Ole Schmidt
Symphony No. 1, Op. 14a
1. Allegro moderato
2. Allegro molto
3. Allegro
Vagn Holmboe
4. Monolith, Op. 76
Gunnar Berg
5. Hymnos for string orchestra
Niels Viggo Bentzon
6. Symphonic Variations, Op. 92
Carl Nielsen
Flute Concerto
7. Allegro moderato
8. Andante –
9. Allegretto
Hans Werner Henze
Nachtstücke und Arien
1. Nachtstück I
2. Aria I. Wohin wir uns wenden im Gewitter der Rosen
3. Nachtstück II
4. Aria II. Mit schlaftrunkenen Vögln
5. Nachtstück III
Arthur Honegger
Symphony No. 5 ‘Di tre re’
6. Grave
7. Allegretto – Adagio – Allegretto – Adagio – Allegretto
8. Allegro marcato
Carl Nielsen
Saul and David
9. Prelude, Act 2
Moderen (The Mother, 1920)
10. Prelude, Scene 7
Maskarade
11. Hanedans (Dance of the Cockerel)
Sergei Prokofiev
Violin Concerto No. 2 in G minor, Op. 63
12. Allegro moderato
13. Andante assai
14. Allegro, ben marcato
Thomas Jensen Legacy, Vol. 14 ©
By Martin Granau/Peter Quantrill
This album features Jensen conducting contemporary and recently composed works from previously unreleased live concerts. CD 1 begins with the premiere of the Symphony by Ole Schmidt (1928-2010), which took place within the annual Danish Ballet and Music Festival in 1957. Schmidt was born in Copenhagen and studied at the Royal Danish Conservatory of Music, where he was taught composition by Vagn Holmboe. He made his debut as a composer and conductor in 1955 and in due course became known both at home and abroad as one of Denmark’s most talented conductors. He held positions with the Aarhus City Orchestra, the Symphoniker Hamburg, Royal Northern College of Music in Manchester and the LSO, with whom he recorded the first complete set of Nielsen’s symphonies a few months before Herbert Blomstedt recorded them with the DRSO.
Schmidt composed over 200 works, including a good deal for stage, film and TV. Much later in his career he was co-commissioned with the Swedish composer Gunnar Jansson to write a symphony inspired by the straits of Øresund between Denmark and Sweden, but this Symphony of 1956 – all his own work, as it were belongs to the chronologically brief but significant lineage of three-movement symphonies which sprang up across Europe and the US during the middle of the last century. Stravinsky, Britten, Honegger, Martinů and others found the form congenial at a time when the symphony as an abstract summation of human experience was undergoing a period of renewal.
Accordingly, Schmidt’s own language at the time looked towards the rest of Europe rather than inwards to a post-Nielsen tradition. In its oscillation between quiet and sensual passages and large and violent outbursts, the Symphony corresponds to several pieces by Niels Viggo Bentzon (1919-2000) such as the First Violin Concerto (presented in Volume 10 of this series) and the Symphonic Variations Op 92 (1953). Bentzon was an outstanding pianist and improviser, a fluent ‘producer’ of music, and these qualities manifest themselves in the angular Molto moderato theme and 10 variations which unfold with a Brahmsian handling of counterpoint and contrast, cast in wind-saturated textures reminiscent of Hindemith.
Vagn Holmboe was born in Horsens and graduated from the Royal Danish Academy of Music at a time when Nielsen’s shadow still loomed large over Danish music. In his life and work he occupies a transitory phase between Nielsen and the innovative modernists of the 60s and 70s such as Per Nørgård and Pelle Gudmundsen-Holmgreen. Monolith is the second orchestral work later compiled by Holmboe within a quartet of ‘Symphonic Metamorphoses’, in demonstration of a technique distinct from both Bentzon’s ‘metamorphoses’ and Nørgård’s ‘infinity series’. He explained it thus: ‘The metamorphic element is based on a process of development which transforms the musical material into something different without it losing its identity, its fundamental characteristics. Metamorphic music is, therefore, by its very nature characterized by a unity which, inter olla, expresses the fact that conflicts, however powerful they may be, are always built of the same material and that contrasts can very well be complementary though not dualistic. Taking its point of departure in a complex of motifs, rhythms and sonorities, or in a series in which simple elements are musically recognizable, the transformation that takes place can be recognized and understood as a metamorphosis.’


### Exercise requirements
Nothing but the text of the records belongs in your answer: repeat all of it exactly and leave out the images.

(Stored entries)

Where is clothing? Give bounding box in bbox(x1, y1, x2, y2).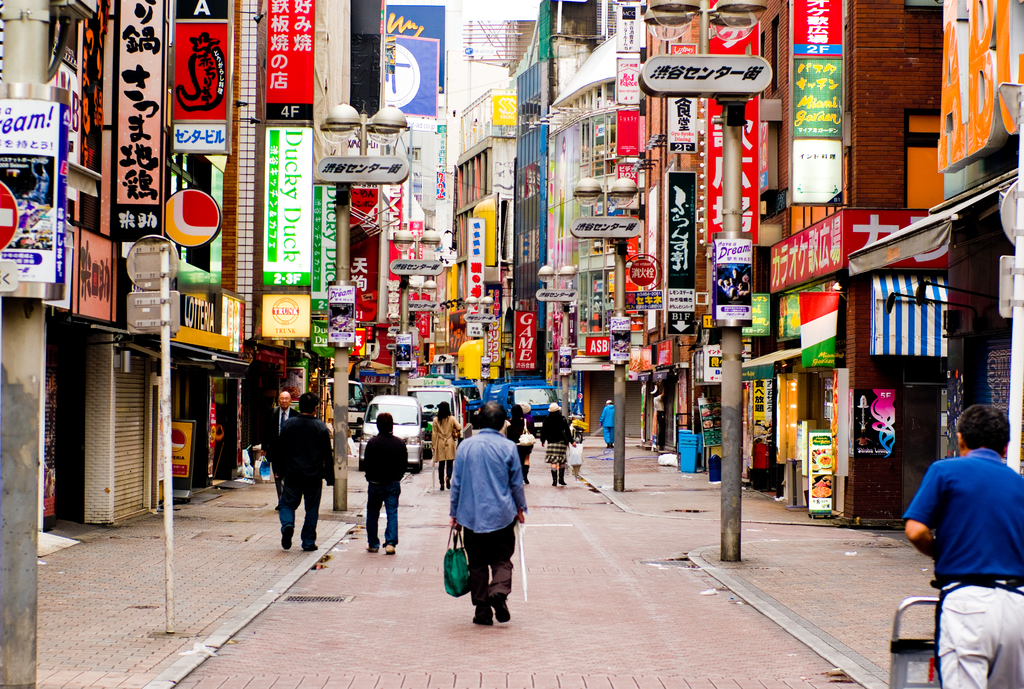
bbox(598, 405, 616, 445).
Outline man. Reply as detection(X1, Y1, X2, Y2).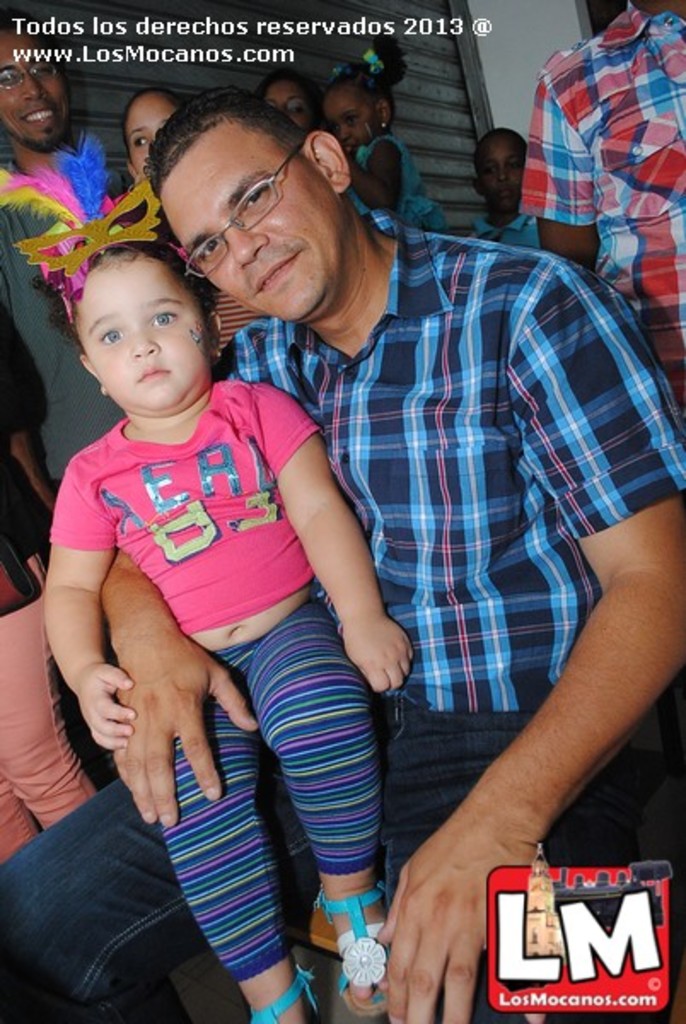
detection(0, 92, 684, 1022).
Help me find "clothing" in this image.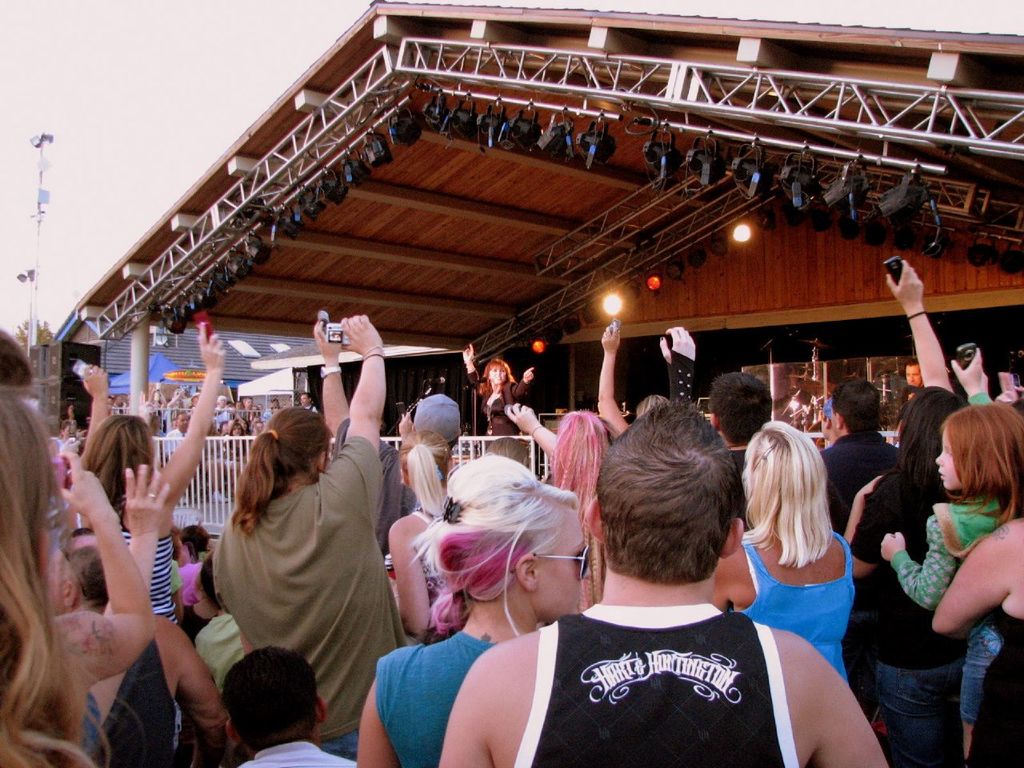
Found it: {"left": 205, "top": 432, "right": 407, "bottom": 755}.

### Output below
Where is clothing? Give bounding box in bbox(x1, y1, x2, y2).
bbox(598, 405, 616, 445).
Outline man. Reply as detection(X1, Y1, X2, Y2).
detection(0, 92, 684, 1022).
Help me find "clothing" in this image.
Found it: {"left": 205, "top": 432, "right": 407, "bottom": 755}.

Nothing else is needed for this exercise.